16 N.E.2d 727 | Ill. | 1938
This is an appeal from the Appellate Court for the First District, on leave granted, to review judgments in the superior court of Cook county in two consolidated cases, one on behalf of Charles F. McKinley and the other on behalf of Samuel Heller. The cases are identical, except as to dates and amounts, and are both determined by the same principles of law. Plaintiff McKinley had a judgment of $15,828.30 and Heller one for $3803.26 in the superior court, while on appeal the finding was in favor of McKinley for the sum of $32,384.44 and for Heller the sum of $8476.24.
The facts are stated in great detail in the opinion of the Appellate Court to which reference is made. (
The question presented by this record has been considered and decided in a large number of cases, many of which were reviewed by the Appellate Court, and, as the opinion of that court indicates, there is a diversity of opinion as to the question involved. There is no occasion for us to re-review all of these cases nor to go into the matter further than to say that we disagree with the Appellate Court as to the weight of authority, the better line of reasoning and the public policy involved. Neither do we believe that the question is an open one in this State.

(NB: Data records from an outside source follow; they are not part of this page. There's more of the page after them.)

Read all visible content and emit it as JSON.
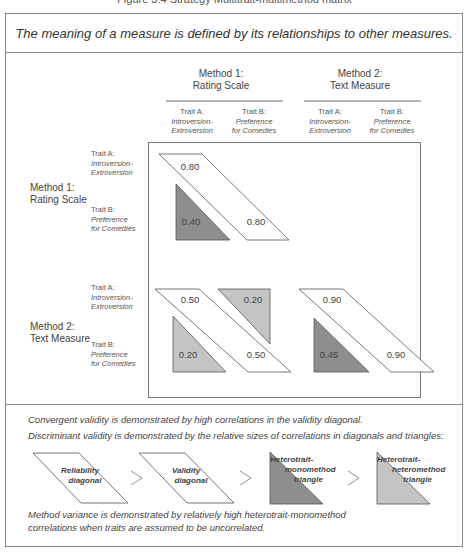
{
  "figure_caption": "Figure 3.4 Strategy Multitrait-multimethod matrix",
  "headline": "The meaning of a measure is defined by its relationships to other measures.",
  "columns": {
    "methods": [
      {
        "line1": "Method 1:",
        "line2": "Rating Scale"
      },
      {
        "line1": "Method 2:",
        "line2": "Text Measure"
      }
    ],
    "traits": [
      {
        "label": "Trait A:",
        "name1": "Introversion-",
        "name2": "Extroversion"
      },
      {
        "label": "Trait B:",
        "name1": "Preference",
        "name2": "for Comedies"
      },
      {
        "label": "Trait A:",
        "name1": "Introversion-",
        "name2": "Extroversion"
      },
      {
        "label": "Trait B:",
        "name1": "Preference",
        "name2": "for Comedies"
      }
    ]
  },
  "rows": {
    "methods": [
      {
        "line1": "Method 1:",
        "line2": "Rating Scale"
      },
      {
        "line1": "Method 2:",
        "line2": "Text Measure"
      }
    ],
    "traits": [
      {
        "label": "Trait A:",
        "name1": "Introversion-",
        "name2": "Extroversion"
      },
      {
        "label": "Trait B:",
        "name1": "Preference",
        "name2": "for Comedies"
      },
      {
        "label": "Trait A:",
        "name1": "Introversion-",
        "name2": "Extroversion"
      },
      {
        "label": "Trait B:",
        "name1": "Preference",
        "name2": "for Comedies"
      }
    ]
  },
  "matrix": {
    "m1_reliability": [
      "0.80",
      "0.80"
    ],
    "m1_hetero_mono": "0.40",
    "validity_diagonal": [
      "0.50",
      "0.50"
    ],
    "hetero_hetero": [
      "0.20",
      "0.20"
    ],
    "m2_reliability": [
      "0.90",
      "0.90"
    ],
    "m2_hetero_mono": "0.45"
  },
  "colors": {
    "dark_triangle": "#8e8e8e",
    "light_triangle": "#c4c4c4",
    "outline": "#555555",
    "frame": "#888888"
  },
  "explanation": {
    "convergent": "Convergent validity is demonstrated by high correlations in the validity diagonal.",
    "discriminant": "Discriminant validity is demonstrated by the relative sizes of correlations in diagonals and triangles:",
    "legend": [
      {
        "line1": "Reliability",
        "line2": "diagonal"
      },
      {
        "line1": "Validity",
        "line2": "diagonal"
      },
      {
        "line1": "Heterotrait-",
        "line2": "monomethod",
        "line3": "triangle"
      },
      {
        "line1": "Heterotrait-",
        "line2": "heteromethod",
        "line3": "triangle"
      }
    ],
    "comparator": ">",
    "method_variance_1": "Method variance is demonstrated by relatively high heterotrait-monomethod",
    "method_variance_2": "correlations when traits are assumed to be uncorrelated."
  }
}
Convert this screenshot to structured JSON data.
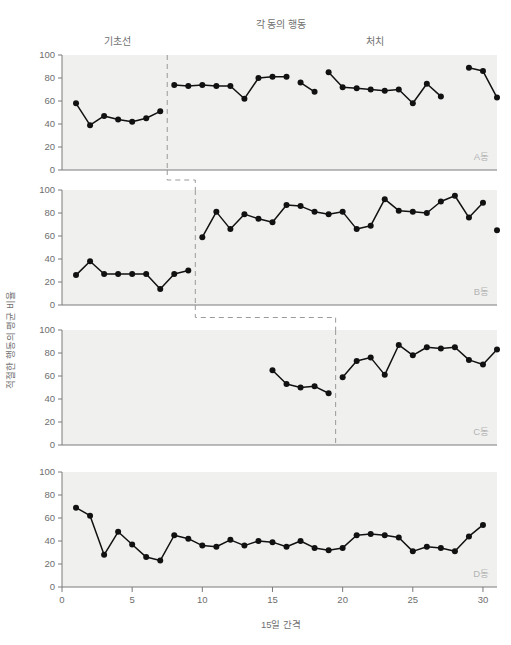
{
  "chart_data": {
    "type": "line",
    "title": "각 동의 행동",
    "xlabel": "15일 간격",
    "ylabel": "적절한 행동의 평균 비율",
    "phase_labels": {
      "baseline": "기초선",
      "treatment": "처치"
    },
    "xlim": [
      0,
      31
    ],
    "ylim": [
      0,
      100
    ],
    "x_ticks": [
      0,
      5,
      10,
      15,
      20,
      25,
      30
    ],
    "x_tick_labels": [
      "0",
      "5",
      "10",
      "15",
      "20",
      "25",
      "30"
    ],
    "y_ticks": [
      0,
      20,
      40,
      60,
      80,
      100
    ],
    "y_tick_labels": [
      "0",
      "20",
      "40",
      "60",
      "80",
      "100"
    ],
    "grid": false,
    "legend": "none",
    "marker": "filled-circle",
    "line_color": "#111111",
    "plot_bg_color": "#f0f0ef",
    "panels": [
      {
        "name": "A동",
        "phase_change_x": 7.5,
        "segments": [
          {
            "phase": "baseline",
            "x": [
              1,
              2,
              3,
              4,
              5,
              6,
              7
            ],
            "y": [
              58,
              39,
              47,
              44,
              42,
              45,
              51
            ]
          },
          {
            "phase": "treatment",
            "x": [
              8,
              9,
              10,
              11,
              12,
              13,
              14,
              15,
              16
            ],
            "y": [
              74,
              73,
              74,
              73,
              73,
              62,
              80,
              81,
              81
            ]
          },
          {
            "phase": "treatment",
            "x": [
              17,
              18
            ],
            "y": [
              76,
              68
            ]
          },
          {
            "phase": "treatment",
            "x": [
              19,
              20,
              21,
              22,
              23,
              24,
              25,
              26,
              27
            ],
            "y": [
              85,
              72,
              71,
              70,
              69,
              70,
              58,
              75,
              64
            ]
          },
          {
            "phase": "treatment",
            "x": [
              29,
              30,
              31
            ],
            "y": [
              89,
              86,
              63
            ]
          }
        ]
      },
      {
        "name": "B동",
        "phase_change_x": 9.5,
        "segments": [
          {
            "phase": "baseline",
            "x": [
              1,
              2,
              3,
              4,
              5,
              6,
              7,
              8,
              9
            ],
            "y": [
              26,
              38,
              27,
              27,
              27,
              27,
              14,
              27,
              30
            ]
          },
          {
            "phase": "treatment",
            "x": [
              10,
              11,
              12,
              13,
              14,
              15,
              16,
              17,
              18,
              19,
              20,
              21,
              22,
              23,
              24,
              25,
              26,
              27,
              28,
              29,
              30
            ],
            "y": [
              59,
              81,
              66,
              79,
              75,
              72,
              87,
              86,
              81,
              79,
              81,
              66,
              69,
              92,
              82,
              81,
              80,
              90,
              95,
              76,
              89
            ]
          },
          {
            "phase": "treatment",
            "x": [
              31
            ],
            "y": [
              65
            ]
          }
        ]
      },
      {
        "name": "C동",
        "phase_change_x": 19.5,
        "segments": [
          {
            "phase": "baseline",
            "x": [
              15,
              16,
              17,
              18,
              19
            ],
            "y": [
              65,
              53,
              50,
              51,
              45
            ]
          },
          {
            "phase": "treatment",
            "x": [
              20,
              21,
              22,
              23,
              24,
              25,
              26,
              27,
              28,
              29,
              30,
              31
            ],
            "y": [
              59,
              73,
              76,
              61,
              87,
              78,
              85,
              84,
              85,
              74,
              70,
              83
            ]
          }
        ]
      },
      {
        "name": "D동",
        "phase_change_x": null,
        "segments": [
          {
            "phase": "baseline",
            "x": [
              1,
              2,
              3,
              4,
              5,
              6,
              7,
              8,
              9,
              10,
              11,
              12,
              13,
              14,
              15,
              16,
              17,
              18,
              19,
              20,
              21,
              22,
              23,
              24,
              25,
              26,
              27,
              28,
              29,
              30
            ],
            "y": [
              69,
              62,
              28,
              48,
              37,
              26,
              23,
              45,
              42,
              36,
              35,
              41,
              36,
              40,
              39,
              35,
              40,
              34,
              32,
              34,
              45,
              46,
              45,
              43,
              31,
              35,
              34,
              31,
              44,
              54
            ]
          }
        ]
      }
    ],
    "staircase_connectors": [
      {
        "from_panel": 0,
        "to_panel": 1,
        "x_from": 7.5,
        "x_to": 9.5
      },
      {
        "from_panel": 1,
        "to_panel": 2,
        "x_from": 9.5,
        "x_to": 19.5
      }
    ]
  }
}
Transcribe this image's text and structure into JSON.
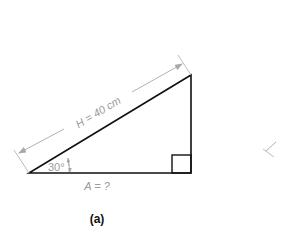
{
  "figure": {
    "caption": "(a)",
    "hypotenuse_label": "H = 40 cm",
    "angle_label": "30°",
    "base_label": "A = ?"
  },
  "colors": {
    "shape_stroke": "#111111",
    "dimension_stroke": "#a8a8a8",
    "dimension_text": "#9a9a9a"
  }
}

It is true we have decided no case precisely and exactly in point, and yet such cases as we have considered indicate a result different from that arrived at by the Appellate Court. In People
v. Schmidt,
In the later case of People v. Burdett,
The two plaintiffs insist that the rules which we have just discussed apply only to mere positions or employments, *272 not to public elective officers, but we fail to discern the validity of such an argument. On the other hand, it seems to us that these rules apply with greater vigor and more urgent public necessity to offices than to mere employments. If the rules of public policy which we have heretofore announced, and to which we now adhere, are important to grain inspectors and city engineers, they are certainly more vital to the public interest when the matter concerns judges. An election for judges of the municipal court results in the election of twelve candidates receiving the highest number of votes, so that a contest against one is necessarily a contest against all. If the public authorities must pay at their peril whenever a contest is started, then any candidate, even though hopelessly defeated, might throw the entire judicial machinery into disorder by merely starting a contest. Such a rule would require the city and its various disbursing officers to become insurers of the result of an election with which they had nothing to do, or else withhold all salaries until the cumbersome machinery of an election contest could be put in motion and the contest carried through to its conclusion. This would include the time within which an appeal might be prosecuted to this court, and if an appeal were prosecuted to this court then, until the matter had been decided here, the time for a petition for rehearing expired or a rehearing denied and the term of court adjourned.
We consider it much more in the public interest to adhere to our previously indicated rule. It is our opinion that a certificate of election following a regular canvass and the possession of a commission by those officers who are commissioned, fully protects the disbursing officers from further liability if they have paid salaries to such an incumbent.
The judgments of the Appellate Court and of the superior court of Cook county will be reversed.